From Behind the GatesFor the small percent of low-income students accepted into some of America’s most prestigious universities, a tall barrier still stands between them and matriculation – the cost of attendance.In a report by CNBC in 2021, the likelihood of high school students to attend a four-year school “sank nearly 20% in the last eight months – down to 53% from 71%.” With tuition and fees plus room and board for a four-year private college averaging roughly $50,770 in the 2020-21 school year, the cost of college has quickly outpaced family income and inflation, leading to this drop.The Princeton Review’s 2021 College Hopes & Worries survey furthers this, finding that students and parents now say affordability and dealing with college debt is their top concern, with 98% of families saying financial aid would be necessary to pay for their collegiate education.Kaila Labra, a Kamehameha Schools senior who has aspirations of applying to New York University, one of the nation’s flagship public universities, is frustrated with the high price tag associated with college. “The cycle doesn’t make sense in America,” she says. “In order to be rich, you need to get a good education; but in order to get a good education, you need to be rich.”Even for students who receive considerable amounts of financial aid, moreover, the reality of lower incomes creates inequality in college experiences. In a piece by Harvard professor
Anthony Abrahram Jack, published in the New York Times, he explains the hungry days he’d chart during school breaks, where he’d have to stay on campus (when food wasn’t served) because he couldn’t afford to return home.
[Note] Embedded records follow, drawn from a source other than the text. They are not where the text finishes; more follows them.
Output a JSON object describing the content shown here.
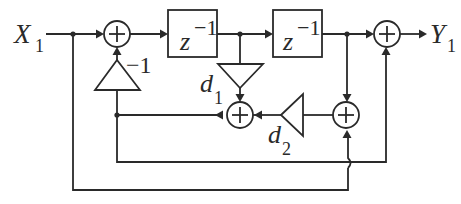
{
  "diagram": {
    "type": "signal-flow",
    "input_label": {
      "main": "X",
      "sub": "1"
    },
    "output_label": {
      "main": "Y",
      "sub": "1"
    },
    "delays": [
      {
        "id": "delay-1",
        "label": {
          "main": "z",
          "sup": "−1"
        }
      },
      {
        "id": "delay-2",
        "label": {
          "main": "z",
          "sup": "−1"
        }
      }
    ],
    "gains": [
      {
        "id": "gain-neg1",
        "label": "−1"
      },
      {
        "id": "gain-d1",
        "label": {
          "main": "d",
          "sub": "1"
        }
      },
      {
        "id": "gain-d2",
        "label": {
          "main": "d",
          "sub": "2"
        }
      }
    ],
    "adders": [
      {
        "id": "adder-input",
        "symbol": "+"
      },
      {
        "id": "adder-d1",
        "symbol": "+"
      },
      {
        "id": "adder-mid",
        "symbol": "+"
      },
      {
        "id": "adder-output",
        "symbol": "+"
      }
    ],
    "colors": {
      "stroke": "#2a2a2a",
      "background": "#ffffff"
    }
  }
}
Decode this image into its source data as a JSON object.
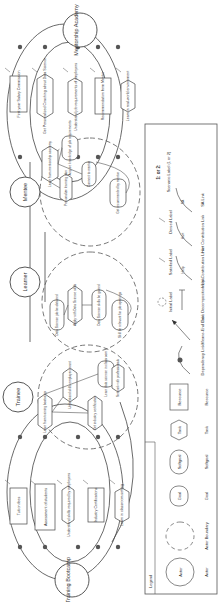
{
  "actors": {
    "training_bootcamp": "Training Bootcamp",
    "trainee": "Trainee",
    "learner": "Learner",
    "mentee": "Mentee",
    "mentorship_academy": "Mentorship Academy"
  },
  "bootcamp_elements": [
    "Tuition fees",
    "Assessment of students",
    "Understand skills required by employers",
    "Industry Certifications",
    "Learn in classroom setting"
  ],
  "academy_elements": [
    "First year Salary Commission",
    "Get Personalized Coaching about Data Science",
    "Understand job requirements of employers",
    "Recommendation from Mentor",
    "Learn in real-world environment"
  ],
  "trainee_elements": [
    "Learn from training bootcamp",
    "Understand skills employers want",
    "Get industry certification",
    "Learn data science in classroom",
    "Network with professionals"
  ],
  "learner_elements": [
    "Data Science job be obtained",
    "Apply with Data Science skills",
    "Data Science skills be gained",
    "Skill be relevant for job openings"
  ],
  "mentee_elements": [
    "Learn from mentorship academy",
    "Acquire knowledge of job requirements",
    "Connect to mentor",
    "Personalize learning plan",
    "Get recommended by mentor"
  ],
  "legend": {
    "title": "Legend",
    "items": [
      {
        "symbol": "Actor",
        "caption": "Actor"
      },
      {
        "symbol": "",
        "caption": "Actor Boundary"
      },
      {
        "symbol": "Goal",
        "caption": "Goal"
      },
      {
        "symbol": "Softgoal",
        "caption": "Softgoal"
      },
      {
        "symbol": "Task",
        "caption": "Task"
      },
      {
        "symbol": "Resource",
        "caption": "Resource"
      },
      {
        "symbol": "D",
        "caption": "Dependency Link"
      },
      {
        "symbol": "",
        "caption": "Means-End Link"
      },
      {
        "symbol": "",
        "caption": "Task Decomposition Link"
      },
      {
        "symbol": "Help",
        "caption": "Help Contribution Link"
      },
      {
        "symbol": "Hurt",
        "caption": "Hurt Contribution Link"
      },
      {
        "symbol": "SA",
        "caption": "SA Link"
      },
      {
        "symbol": "",
        "caption": "Initial Label"
      },
      {
        "symbol": "",
        "caption": "Satisfied Label"
      },
      {
        "symbol": "",
        "caption": "Denied Label"
      },
      {
        "symbol": "1: or 2:",
        "caption": "Scenario Label (1 or 2)"
      }
    ]
  },
  "link_labels": {
    "help": "Help",
    "hurt": "Hurt",
    "sa": "SA",
    "dependency": "D"
  }
}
Forced to balance schoolwork with four jobs and the duty of sending remittances back home, Jack’s undergraduate experience differed heavily from his peers’.Attending elite colleges, unfortunately, is a tale written for those privileged enough to write it – without the worry of financial obligations.Where We Go From HereAt a time when college is only growing the already ever-persistent inequity in our society, the burden falls on those very institutions to overhaul the systems that allow it to persist.CollegeBoard’s recent launch of Landscape, a service that allows admissions to take into consideration the environmental context of a given student, is a step in the right direction toward educational equity, but is far from enough. The federal government should increase Title I funding to low-income schools across the nation to level the playing field; public universities should be made tuition-free, just like their secondary school counterparts; standardized testing should be eliminated as a form of academic measurement.For Hawai’i, we need to increase transparency in the allocation of DOE funds, close the gap between private and public schools, and for Kamehameha Schools in particular, levy the resources of our institution to provide more academic opportunities for Native Hawaiians outside of our enrolled population (through now discontinued programs like Explorations).By fighting for equity, for an equal starting point for all, we can truly promote upward mobility in more ways than a golden ticket to the Ivy League ever could. Our hopes and dreams shouldn’t be dictated by something as simple as a zip code – and channeling our collective action together, it won’t need to any longer.